The autumn in Baghdad has been the quietest since the coalition invasion. As a result of the troop surge implemented by General David Petraeus, the murder rate is just 10 per cent of what is was a year ago. Despite some heavy opposition, the surge is starting to achieve its aims. In retrospect, the surge was not the political gamble that many expected it to be. As the initial toppling of Saddam Hussein in 2003 confirmed, there is little to counter pure weight of numbers. A more troubling quandary is what happens next. A similar question was asked four years ago and the coalition's only response was a wretched, botched and bungled attempt at nation building which, because it prioritised political loyalty over knowledge and experience, was always likely to fail.*
Much of the credit for the falling level of violence in Baghdad has been attributed to a second surge, this time of Iraqi origin. The US military now pays Iraqis to provide their own security squads, dubbed 'concerned citizens' (By emphasising the importance of developing Iraqi autonomy, this policy is also a tacit admission that the CPA's disbanding of the Iraqi army in 2003 was a big mistake). On a purely statistical level, it appears the citizens are cooling down Baghdad, but through the eyes of the western media, it is very difficult to tell exactly what kind of justice the squads represent.

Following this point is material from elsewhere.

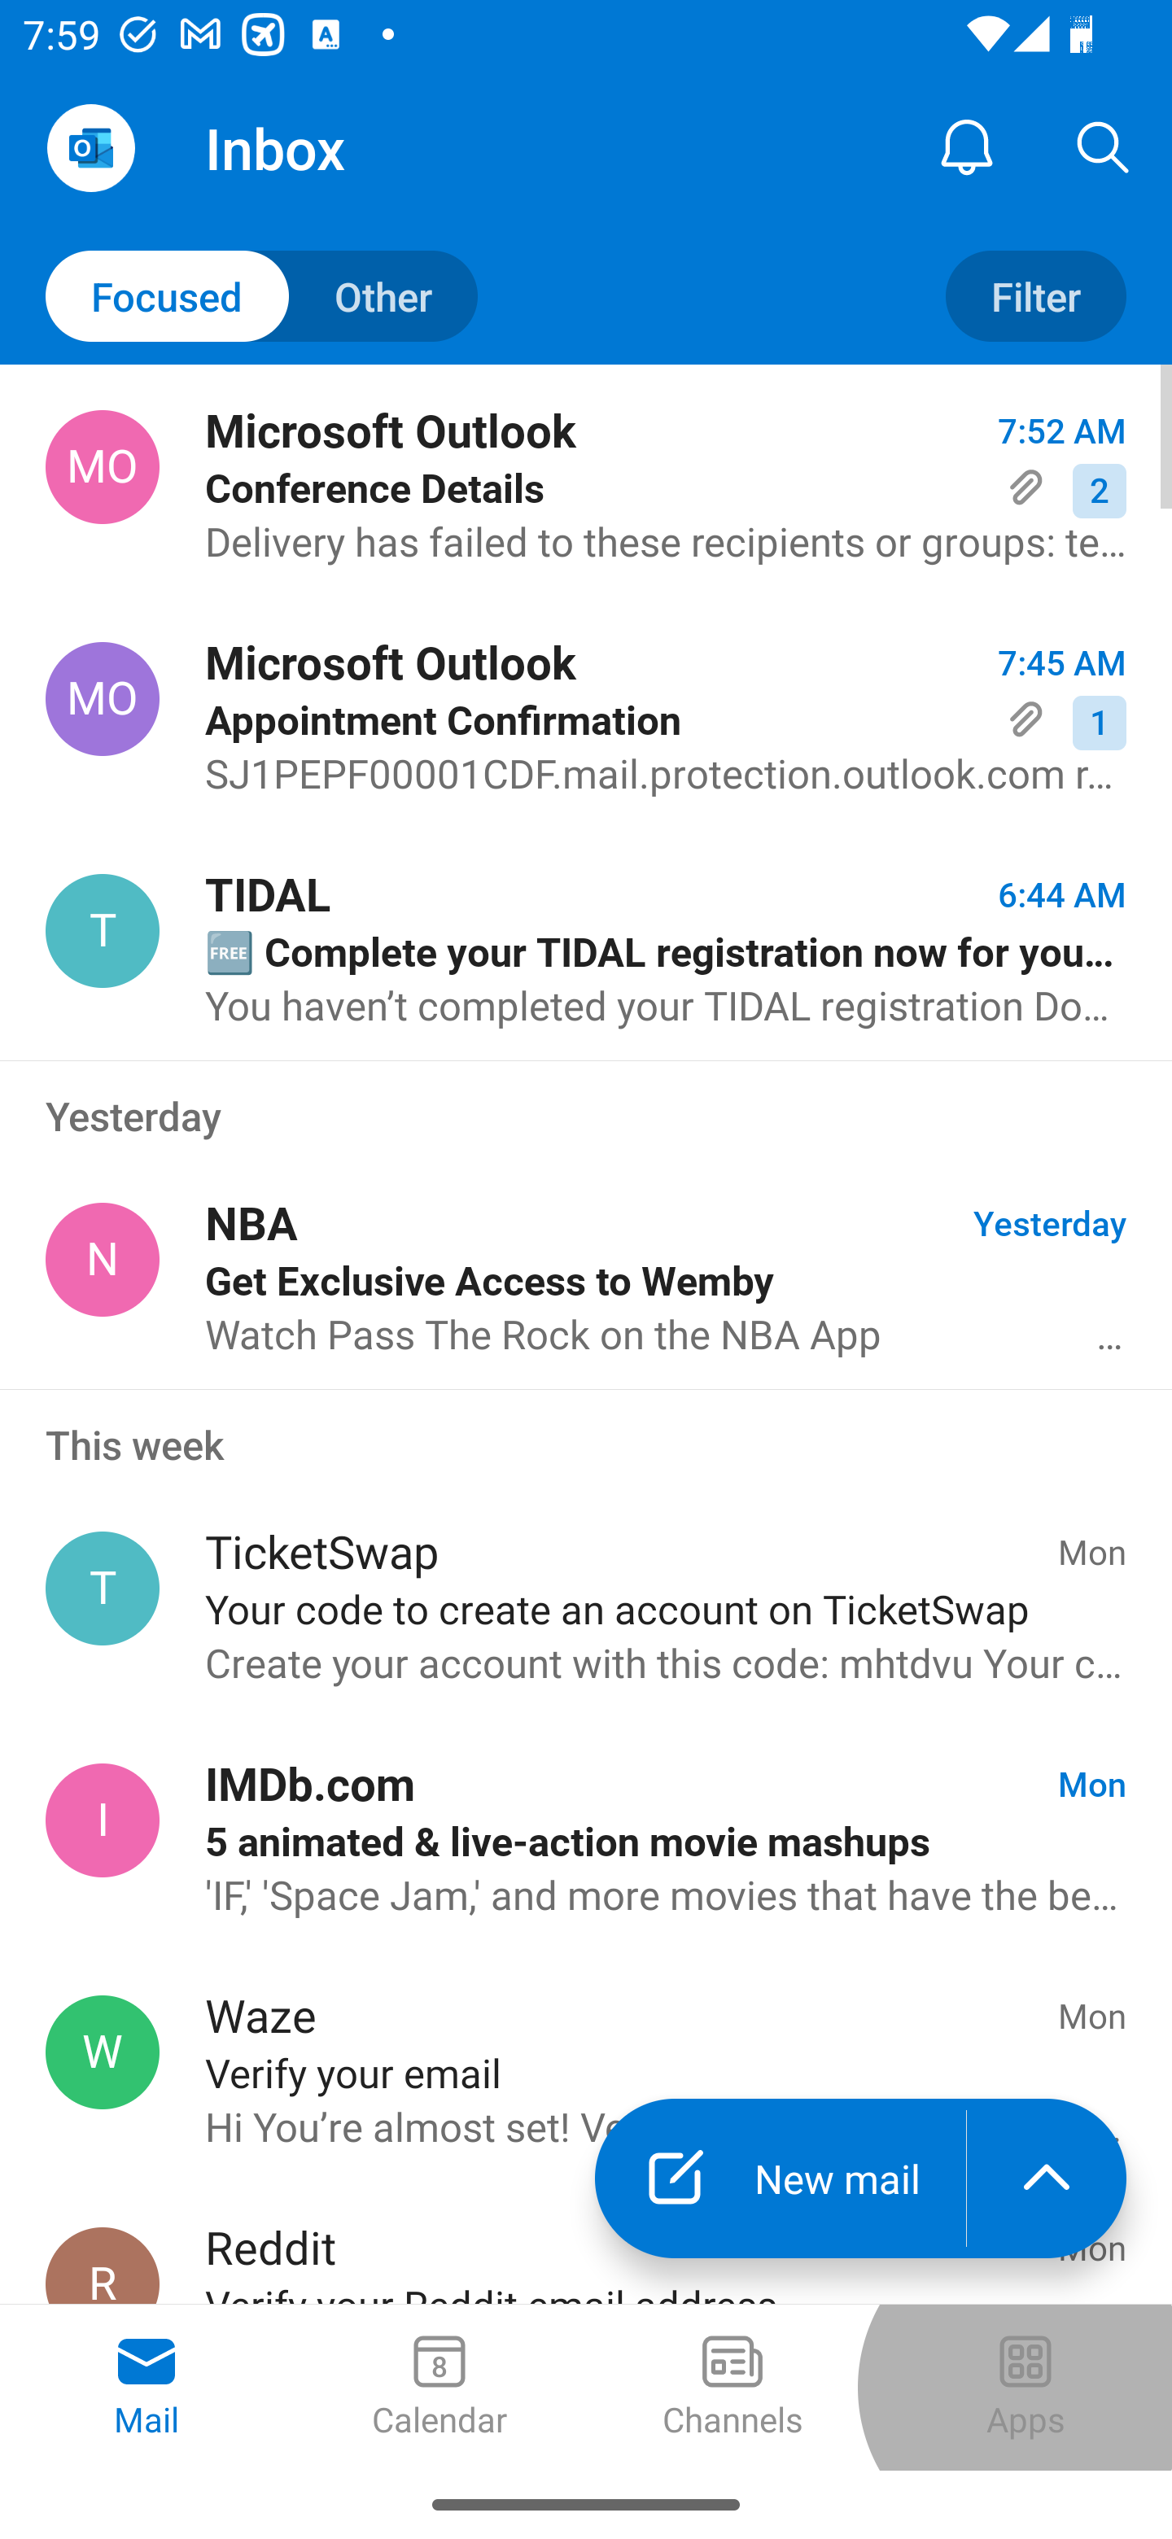 Image resolution: width=1172 pixels, height=2539 pixels. I want to click on Waze, noreply@waze.com, so click(103, 2052).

Here is an account by The Guardian's Michael Howard, which despite acknowledging that 'the city's neighbourhood security groups vary greatly in form, content and function', focuses heavily on the 'shared desire' of the citizens 'to rise above the sectarian tensions tearing apart large areas of their city.' In the grim annals of reportage from Iraqi, this is positively heartwarming stuff.
Here is a second view, published a month earlier in the same newspaper by Gaith Abdul-Ahad. Hajji Abu Abed's 'Ameriya Knights' are less a state-sponsored security force than a bunch of hired thugs, drunk on the authority withheld from Iraqis since the invasion. Potentially more dangerous than the arbitrary justice metered out to unfortunates such as Mudhar is the impossibility of sustaining such a venture. Currently Abu Abed is simply a warlord growing fat and arrogant on American cash. But what happens when the money runs out? Given his clear defiance of US conditions ('They [the Concerned Citizens] are not allowed to detain people or conduct raids'), it hardly seems likely he will quietly accept a paycut when security is handed over to an Iraqi administration.
It is most telling that the Abu Abeds of Iraq only committed themselves to the US once al-Qaida attempted to draw up their own state and demanded a cut of the profits from fellow militias. Petraeus must remember that his enemy's enemy is not necessarily his friend.
*Rajiv Chandrasekaran's award-winning Imperial Life in the Emerald City (Bloomsbury, 2007) is an excellent account of how the US attempted to rebuild Iraq and valuable insight into how the CPA and the White House filled vacancies amongst the nation-builders.